Jake Meador: “What Was the Fact?” by Jon Askonas
The New Atlantis, July 12, 2023
We are only beginning to understand how digital technology is changing the basic experience of being human in the world. Askonas’s work in The New Atlantis highlights one especially consequential point: the epistemological consequences of screen-mediated reality and digital technology.
Dori Moody: “The Disability of Underdeveloped Faith” by Sr. Carino Hodder
The Lamp, October 12, 2023
Religious instruction of young adults cannot be reduced to a checkbox list. Faithless children have far greater difficulty entering the church than the disabled, who are close to God.
Alan Koppschall: “What Men Are For” by Richard V. Reeves
Comment, August 31, 2023
Reeves decries the “lone ranger masculinity” of the isolated, atomized, and independent man that for centuries has been the lodestar for American men: Davy Crockett, the frontiersman, Buffalo Bill, the cowboy, Neil Armstrong, the astronaut, each defined by their pursuit of wildness and freedom. Instead, he puts forward a model of masculinity best understood through social connection and relationships.
Joe Hine: “A Black Professor Trapped in Anti-Racist Hell” by Vincent Lloyd
Compact, February 10, 2023
This eye-opening account from a black professor who tried to teach a seminar on racism reveals a worrying trend in how young people are being educated.
Leah Libresco Sargeant: “We Are Repaganizing” by Louise Perry
First Things, October, 2023
Louise Perry wrestles with her mixed feelings on abortion. To reckon with the physical vulnerability of the child in the womb, she puts her moral frailty on display: What have we built on a foundation of blood? And what formation would we need to reject life choices that depend on the death of the innocent?
Coretta Thomson: “Poor Kids and War Pigs” by Cyrus Coron
Compact, November 1, 2023
Cyrus Coron poignantly reminds us that most Americans are poor, and identifies our country’s wars as an underlying factor.
Sam Hine: “Combatants for Peace” by Sulaiman Khatib and Avner Wishnitzer
The New York Review, November 23, 2023
This piece reminded me of what magazines like Plough are for: to cut through the terrible news and inflammatory punditry with stories of daring collaboration across what we are told are intractable divides. This takes courage in a situation such as the Israel-Gaza conflict, where almost anything you say will offend some.
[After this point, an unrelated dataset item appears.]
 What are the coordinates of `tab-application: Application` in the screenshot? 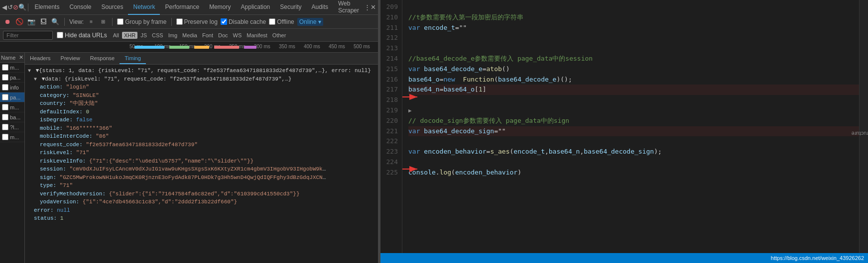 It's located at (256, 7).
Caitrin Keiper: “No Other Options” by Alexander Raikin
The New Atlantis, December 16, 2022
This impressive, sobering piece of investigative reporting gets behind the bureaucratic veil of Canada’s experiment with euthanasia. People are requesting death for reasons of poverty, despair, and other problems unrelated to terminal illness. The reporting shows that providers are well aware of this but do nothing to get patients the supports they need to live. “A just society would say: Your life has value,” writes Alexander Raikin. But these vulnerable people hear something else: “Your death will be beautiful.”
Maria Hine: “Living to Care” by Susana Girón
Commonweal, December 16, 2023
A touching photo essay reminds us that caring for others is our most important task, and ultimately all that counts.
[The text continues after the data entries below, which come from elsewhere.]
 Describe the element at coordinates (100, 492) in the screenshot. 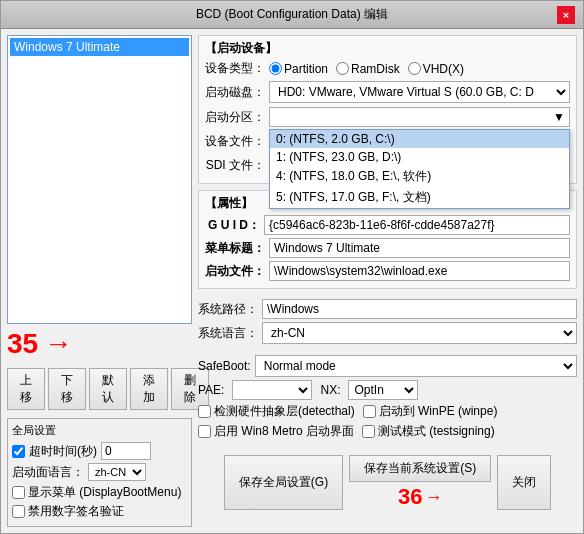

I see `show-menu-row: 显示菜单 (DisplayBootMenu)` at that location.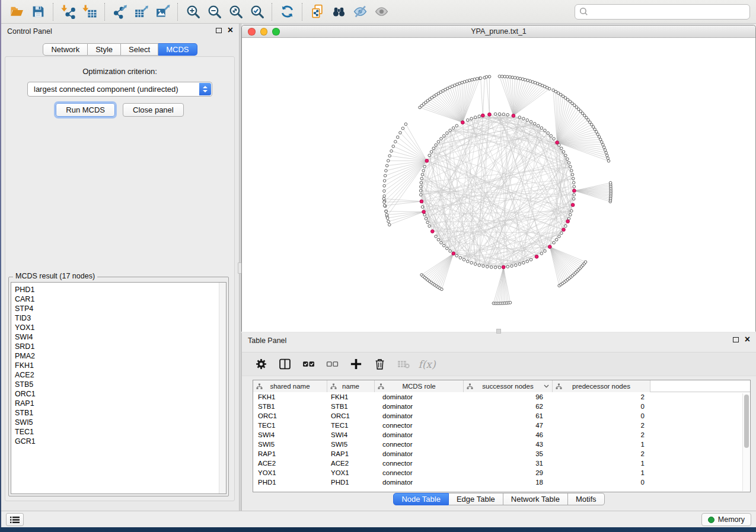 The width and height of the screenshot is (756, 532). What do you see at coordinates (502, 444) in the screenshot?
I see `table-row: SWI5SWI5connector431` at bounding box center [502, 444].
Santiago Ramos: “Among the Reality Entrepreneurs” by James Duesterberg
The Point, September 9, 2022
This engrossing feature article describes the subculture and ideology forming around a new operating system called Urbit, which is funded by Silicon Valley money and informed by New York fashion and art critics. A fascinating and objective look at one of the ideological poles in today’s America, as thrilling as Dostoyevsky's Demons. The only good piece written about Dimes Square.
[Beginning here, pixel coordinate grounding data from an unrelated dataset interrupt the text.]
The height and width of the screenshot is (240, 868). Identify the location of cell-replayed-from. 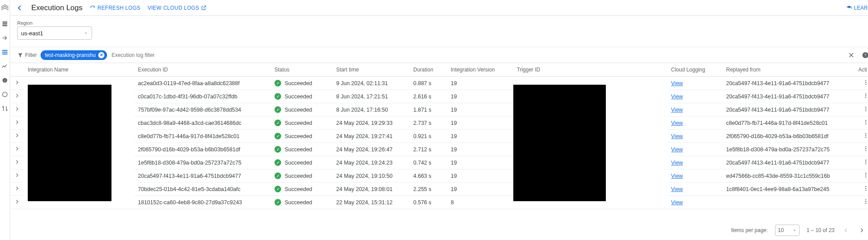
(789, 202).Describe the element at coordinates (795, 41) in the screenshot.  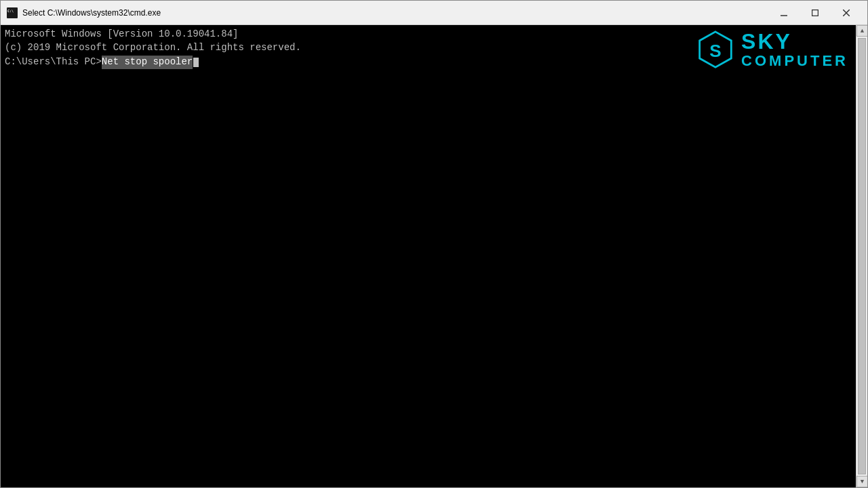
I see `logo-sky-text: SKY` at that location.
Peter Mommsen: “Why I Ran Away from Philosophy Because of Sam Bankman-Fried” by Ted Gioia
The Honest Broker, November 4, 2023
“Practicing good must begin in the immediate context of your life – in your actual actions today, not in some mythical past or dreamt-of future.” This is not an essay but a blog post, complete with a ten-point listicle. It’s also one of the most memorable articles I read this year, wiser than dozens of other (longer) takes on the collapse of FTX and effective altruism. And it’s by the finest music critic writing today.